Tuesday, February 24, 2009

Leo Berman: Bill Will Challenge Legality of 14th Amendment

Aha, so there is a method to Leo Berman’s (R – Tyler) utter madness.

I think I have mentioned in passing that one of the matters to be considered by Texas’ 81st Legislature is the matter of HB 256 entitled “AN ACT relating to birth records of children born in this state; creating an offense,” the title of which is enough to give offense.

Authored by Leo Berman and co-authored by neoconservative colleagues Dennis Bonnen (R - Angleton), Debbie Riddle (R - Houston) and Allen Fletcher (R - Houston), the purpose of the legislation, as Berman revealed here, is to challenge the constitutionality of the 14th Amendment to the US Constitution.

He proposes to do this by denying the issuance of birth certificates to any infant born to alien parents within the borders of Texas, a condition that is in direct contravention of Section 1 of the 14th Amendment, to wit:

“Section 1. All persons born or naturalized in the United States, and subject to the jurisdiction thereof, are citizens of the United States and of the state wherein they reside. No state shall make or enforce any law which shall abridge the privileges or immunities of citizens of the United States; nor shall any state deprive any person of life, liberty, or property, without due process of law; nor deny to any person within its jurisdiction the equal protection of the laws.”

No where is there any reference to special circumstances, like their parents were not citizens, illegal alien or not.

Berman revealed his true intensions in a speech he gave yesterday to some of his anhängen, The Minutemen Civil Defense Corps.

From The Chron’s Texas Politics Blog:

“Berman said if his proposal to prohibit automatic citizenship for U.S.-born children of undocumented immigrants passes it would undoubtedly spark a court fight that he hopes lands in the U.S. Supreme Court.”

“‘That's exactly what we're looking for,’ said Berman, R-Tyler. ‘We want to be sued into federal court where our attorney general can take this all the way to the U.S. Supreme Court.’”

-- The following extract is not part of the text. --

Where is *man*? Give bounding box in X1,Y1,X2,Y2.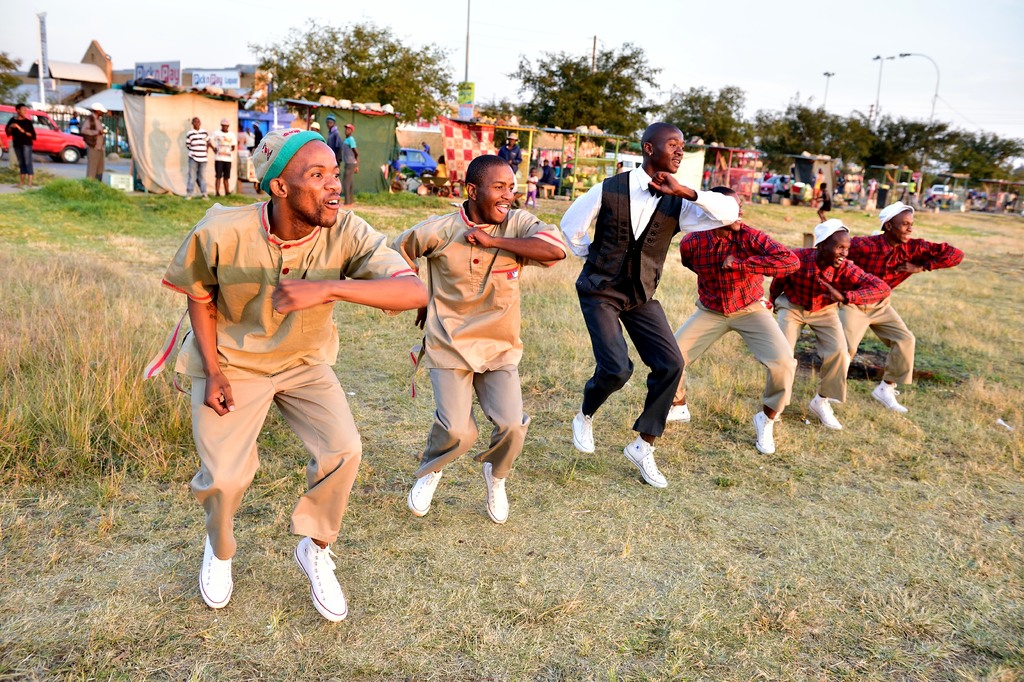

Exactly what he wants, it seems, is to do away with that troublesome 14th Amendment. You know, the one that has guaranteed the rights of every man, woman (lately), and child of life liberty and property. The one that promises “due process.” The 14th Amendment was the crowning achievement of the Number One rated US President, Abraham Lincoln.

But Leo Berman and his sordid ilk want it done away with, and he thinks Texas Attorney General Gregg Abbott (or his Republican successor) is just the man to do it.

Well I find State Rep. Leo Berman’s latest efforts to be fantastically refreshing and I want to urge that he keep it up, and propose other bills, as he has in the past and present, in the same vein.

What better way to prove a central point in my thinking, that the post Civil War Reconstruction Period ended much too soon in Texas, as it did over much of the former Confederate States of America.

The Grand Army of the Republic and the federal government back then made a classic mistake, one that was once the sole method (besides abstinence, which has since been discredited by Bristol Palin) of birth control: pulling out too soon.